There’s a Gentry here.

I surface.

“Well?” Cassandra asks, looking up from her book.

“I rewrote the guards I could find.”

“Is Sabazios here?”

I hesitate a moment before I nod. The single harmonic, like Sybil. “Yeah. I’m pretty sure he is.”

“Richard?”

“Couldn’t find him.”

“Bishop?”

“Gone.” I say it quietly, like he might hear me.

“Okay.” She shoves her book into her bag and tosses it onto the backseat. “You message your boo yet?”

Corina’s not available. She’s still inside the trailer. I can’t feel her. “Not yet. She’s not outside.”

“So we wait.” Cassandra retrieves her bag from the backseat and rummages through it. I watch her, waiting to see what she’s getting. A cigarette. She lights it and cracks the window.

Annoying.

We stare out our respective windows.

“I saw something about us on my self-glide,” she says finally.

My heart sinks. “Don’t tell me. I don’t want to know.”

“Relax, Plugzer. I didn’t see anybody die or anything, but I did see something that I’ve had in my head ever since.”

“Don’t tell me.”

“We end up together, Alex.”

I don’t say anything because it takes everything I’ve got to keep from losing my temper completely. I can feel her watching me.

“You knew!” she says suddenly. “You already knew!” She shrieks and pushes me. “You little dog—you’ve been keeping secrets!”

“It’s not going to happen!” I’m yelling, but I can’t help it. “I love Corina, and you and me? We’re never going to be a thing, so just forget it.”
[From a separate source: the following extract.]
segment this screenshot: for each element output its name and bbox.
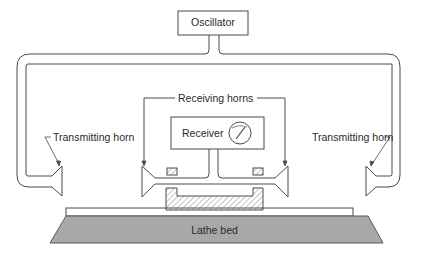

“It’s seen time, Alex. That shit’s fixed in stone. You and me are gonna be together someday and there’s nothing either one of us can do about it.” She makes bug eyes. “We’re destined for each other.”

And then Corina’s there. I can feel her and she’s the best feeling I’ve ever had. I let her flood in and my anger slips away. “She’s out.” I open the door without looking at Cassandra. “Let’s go.”

IT’S TIME.

“Corina.” Both her forms are in my mind right now, fully present, filling me and I cannot tell them apart. “I don’t want you to die.” I say it to one of them, but I don’t know which one.

“SEEN TIME.” Then she’s quiet. Then: “IS THE ONLY TRUTH.”

“DON’T BE SCARED, BOY. I LOVE YOU, PLUGZER,” they say together, a chorus, and I know this is near the end for her.

“NO!”

“DO WHAT YOU’VE ALREADY DONE, PLUGZ. IT’S THE ONLY WAY.”

And then one of them is gone and the other one’s all business.

“Time to go, Plugzer,” Corina thinks to me, and I know it’s the live one, waiting for us to move down in Slab City.

I close the Jeep door and put Sybil’s little package where she told me.